The Raritan Blog

Raritan will be at the AFCOM Data Center World Fall Conference

September 3, 2010

2010 AFCOM Data Center World Fall Conference

Raritan Booth #609

Oct. 4-5, 2010

Mirage Hotel and Convention Center

Las Vegas, Nevada


Join Raritan at the BICSI Fall Conference

September 3, 2010

2010 BICSI Fall Conference

Raritan Booth #118

September 12-15, 2010 

MGM Grand Hotel & Convention Center

Las Vegas, Nevada


Flexible 400V Power Distribution

Greg More
August 30, 2010

Today’s high power demands, increasing power costs and constantly changing equipment require data center and facilities managers to look for power solutions that can deliver a lot of power but are flexible. A typical data center has both medium density (5-10 kW/rack) and high density (15-30 kW/rack) equipment racks. For example, some racks may have 2U/4U application and database servers, others may have 1U Web servers, still, others may support blade servers, storage networks, or high density networking fabric.
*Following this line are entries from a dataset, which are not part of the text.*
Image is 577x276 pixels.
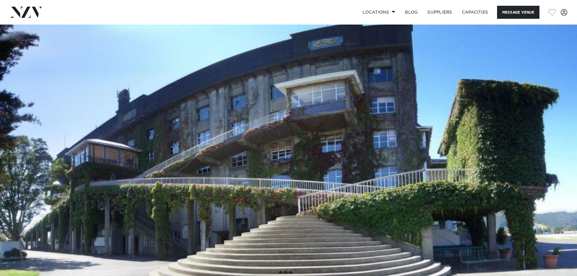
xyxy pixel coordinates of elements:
[10,7,43,18] img: nzv-logo.png
[400,6,423,19] a: BLOG
[457,6,493,19] a: Capacities
[423,6,457,19] a: SUPPLIERS
[358,6,400,19] a: Locations
[497,6,540,19] button: Message Venue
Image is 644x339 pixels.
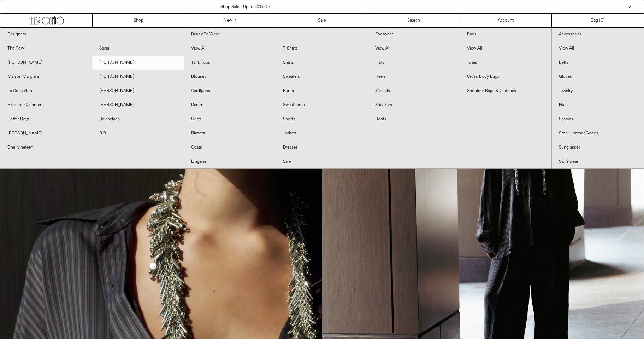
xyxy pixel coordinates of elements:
a: Accessories [552,28,643,41]
a: Sweatpants [276,98,368,112]
a: Tank Tops [184,56,276,70]
a: [PERSON_NAME] [0,56,92,70]
a: New In [185,14,276,27]
a: Blazers [184,126,276,141]
a: [PERSON_NAME] [92,70,184,84]
a: Sweaters [276,70,368,84]
a: T-Shirts [276,41,368,56]
span: 0 [600,18,603,23]
a: Sacai [92,41,184,56]
a: Cardigans [184,84,276,98]
a: Sandals [368,84,459,98]
a: Sale [276,14,368,27]
a: Pants [276,84,368,98]
a: [PERSON_NAME] [92,84,184,98]
a: Extreme Cashmere [0,98,92,112]
a: La Collection [0,84,92,98]
a: Shirts [276,56,368,70]
a: Sunglasses [552,141,643,155]
a: Shop [92,14,185,27]
a: [PERSON_NAME] [0,126,92,141]
a: Blouses [184,70,276,84]
a: Search [368,14,460,27]
a: Footwear [368,28,459,41]
a: Swimwear [552,155,643,168]
a: Flats [368,56,459,70]
a: Jackets [276,126,368,141]
a: One Nineteen [0,141,92,155]
a: View All [552,41,643,56]
a: Cross Body Bags [460,70,552,84]
a: Gloves [552,70,643,84]
a: Skirts [184,112,276,126]
a: Totes [460,56,552,70]
a: Sneakers [368,98,459,112]
a: Designers [0,28,184,41]
a: Bag () [552,14,643,27]
a: Small Leather Goods [552,126,643,141]
a: Denim [184,98,276,112]
a: Lingerie [184,155,276,168]
a: View All [460,41,552,56]
a: [PERSON_NAME] [92,98,184,112]
a: Hats [552,98,643,112]
a: Coats [184,141,276,155]
a: Ready To Wear [184,28,367,41]
a: Shop Sale - Up to 70% Off [221,5,270,10]
a: Belts [552,56,643,70]
a: Balenciaga [92,112,184,126]
a: Bags [460,28,552,41]
a: Shorts [276,112,368,126]
a: [PERSON_NAME] [92,56,184,70]
a: Doffer Boys [0,112,92,126]
a: The Row [0,41,92,56]
span: ) [600,17,604,24]
a: View All [184,41,276,56]
a: Shoulder Bags & Clutches [460,84,552,98]
a: Maison Margiela [0,70,92,84]
a: R13 [92,126,184,141]
a: Dresses [276,141,368,155]
a: Sale [276,155,368,168]
a: Scarves [552,112,643,126]
a: Boots [368,112,459,126]
a: View All [368,41,459,56]
a: Account [460,14,552,27]
a: Heels [368,70,459,84]
a: Jewelry [552,84,643,98]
The power requirements for this variety of equipment can range from single phase to three phase, rack power (kW) may be anywhere from 5 kW to 30 kW per rack, and there could be dozens of different physical receptacles. The key is to efficiently utilize the available power capacity and to maintain uptime to the greatest extent possible while changes are made. The traditional approach uses pedestals at several locations in the data center with under-floor conduits or whips from the pedestal to racks. All the cable under that raised floor can impede airflow and cooling. The fixed feeds lead to decreased flexibility and challenging serviceability. In fact, it is not uncommon for some cables to be abandoned in place.


Why Raritan IT is adopting a new naming scheme in Power IQ

Allen Yang
August 26, 2010

Raritan IT team recently decided to change our naming and association schemes in Power IQ.   This change reflects the new level of power usage details IT wants to track, and how we plan to utilize such information to measure energy savings from the investment in replacing old servers with new, more energy efficient IT equipment.
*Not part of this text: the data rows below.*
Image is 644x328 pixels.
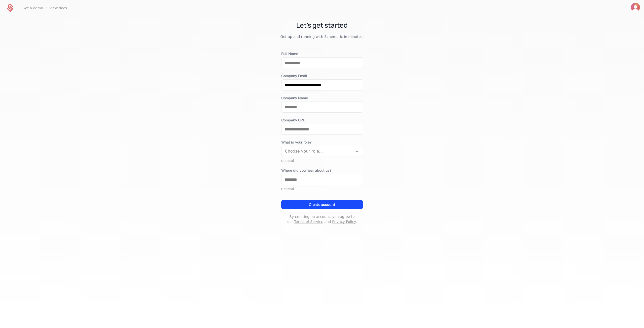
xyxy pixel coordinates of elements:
[281,73,363,79] label: Company Email
[22,5,43,11] a: Get a demo
[281,159,363,163] div: Optional
[281,168,363,173] label: Where did you hear about us?
[281,187,363,191] div: Optional
[281,140,363,145] span: What is your role?
[631,3,640,12] button: Open user button
[294,220,323,224] a: Terms of Service
[45,5,47,11] span: ·
[49,5,67,11] a: View docs
[631,3,640,12] img: 's logo
[281,214,363,224] p: By creating an account, you agree to our and .
[281,118,363,123] label: Company URL
[281,51,363,56] label: Full Name
[281,95,363,101] label: Company Name
[332,220,355,224] a: Privacy Policy
[281,200,363,209] button: Create account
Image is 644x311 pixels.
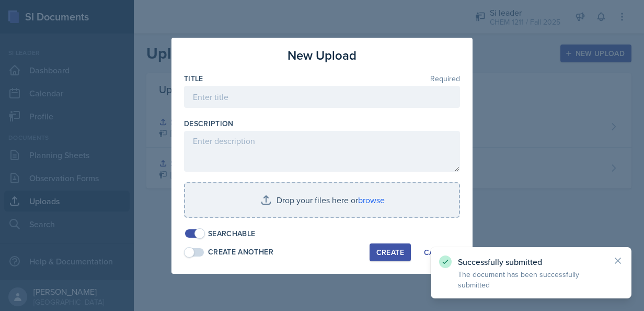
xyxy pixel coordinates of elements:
h3: New Upload [287,46,357,65]
input: Enter title [184,86,460,107]
div: Create [377,248,404,257]
div: Searchable [208,228,256,239]
span: Required [430,75,460,82]
p: The document has been successfully submitted [458,269,604,290]
div: Create Another [208,247,273,257]
button: Create [370,243,411,261]
label: Title [184,73,203,84]
p: Successfully submitted [458,257,604,267]
label: Description [184,118,234,129]
div: Cancel [424,248,453,257]
button: Cancel [417,243,460,261]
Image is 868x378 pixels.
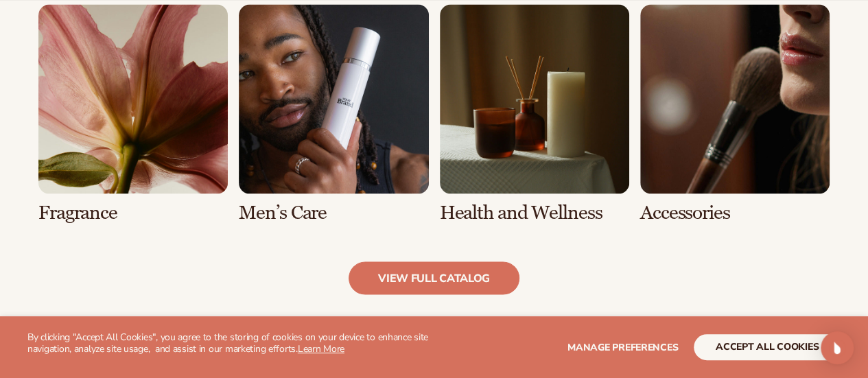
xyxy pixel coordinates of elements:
div: 8 / 8 [640,4,829,223]
span: Manage preferences [567,340,678,354]
button: accept all cookies [694,334,840,360]
div: 6 / 8 [239,4,428,223]
div: 5 / 8 [39,4,227,223]
div: Open Intercom Messenger [820,331,854,364]
a: view full catalog [349,261,519,294]
a: Learn More [297,342,344,355]
div: 7 / 8 [439,4,629,223]
p: By clicking "Accept All Cookies", you agree to the storing of cookies on your device to enhance s... [28,331,434,355]
button: Manage preferences [567,334,678,360]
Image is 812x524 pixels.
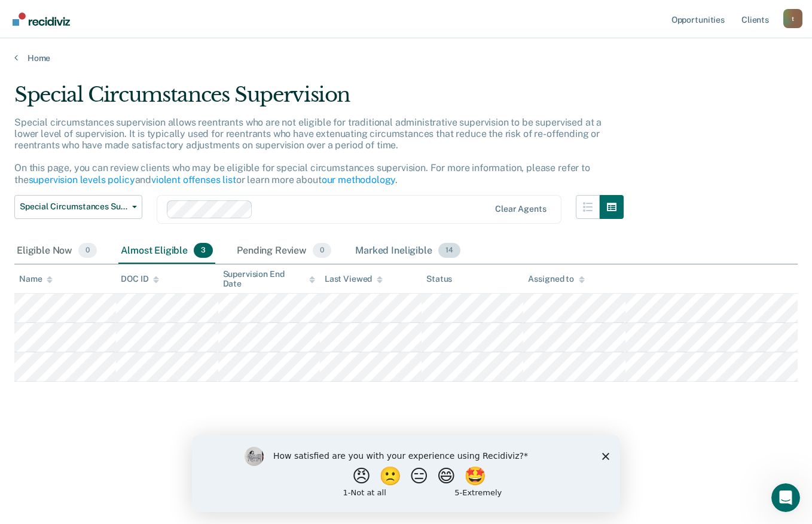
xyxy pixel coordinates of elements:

In the prior Power IQ naming scheme, we name the PX outlets by “phase-circuit-rack-L/R”.  From this naming scheme, one can easily tell that it was PX-centric thinking.   Using Power IQ, IT was able to easily know the total data center power consumption, as well as power usage by circuit and by the rack.  The power consumption by individual IT devices was interesting but not as important for power capacity planning, especially when the servers were largely 1U/3U rack-mount servers.
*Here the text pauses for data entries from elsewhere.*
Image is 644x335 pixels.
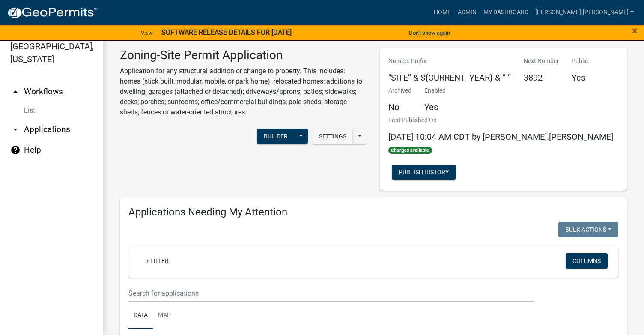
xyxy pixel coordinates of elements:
wm-modal-confirm: Workflow Publish History [392,169,456,176]
h5: Yes [425,102,446,112]
a: View [138,26,157,40]
h4: Applications Needing My Attention [129,206,619,218]
a: My Dashboard [480,4,532,21]
button: Settings [312,129,353,144]
button: Don't show again [406,26,453,40]
a: Map [153,302,176,329]
button: Builder [257,129,295,144]
p: Application for any structural addition or change to property. This includes: homes (stick built,... [120,66,367,117]
button: Columns [566,253,607,269]
p: Public [572,57,588,65]
span: [DATE] 10:04 AM CDT by [PERSON_NAME].[PERSON_NAME] [388,131,614,142]
h5: "SITE” & ${CURRENT_YEAR} & “-” [388,72,511,83]
a: + Filter [138,253,176,269]
button: Publish History [392,164,456,180]
i: arrow_drop_up [10,86,21,97]
button: Close [632,26,638,36]
p: Enabled [425,86,446,95]
h5: 3892 [524,72,559,83]
button: Bulk Actions [559,222,619,238]
p: Last Published On [388,116,614,124]
h5: Yes [572,72,588,83]
h3: Zoning-Site Permit Application [120,48,367,63]
p: Archived [388,86,412,95]
h5: No [388,102,412,112]
strong: SOFTWARE RELEASE DETAILS FOR [DATE] [162,28,292,37]
a: [PERSON_NAME].[PERSON_NAME] [532,4,637,21]
a: Data [129,302,153,329]
span: × [632,25,638,37]
i: arrow_drop_down [10,124,21,135]
i: help [10,144,21,155]
input: Search for applications [129,285,534,302]
a: Home [431,4,454,21]
a: Admin [454,4,480,21]
span: Changes available [388,147,432,154]
p: Number Prefix [388,57,511,65]
p: Next Number [524,57,559,65]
Government Security, Compliance and Remote Access

Anthony Bonaventura
August 23, 2010

IT administrators in the government space are concerned about three things when they arrive at their place of work: security, security and security.

With the recent, and not so recent, cyber attacks on military and civilian agency networks, the government is constantly looking to the OEM and system integrator communities for new solutions to insure the lock-down of federal information system networks and servers that carry and hold information critical to the security of our nation.

Couple this daily challenge with compliance directives issued in large part by executive orders and shrinking budgets, data center managers hands are full. Not to mention that these folks have some of the busiest days out of anyone in the federal IT space.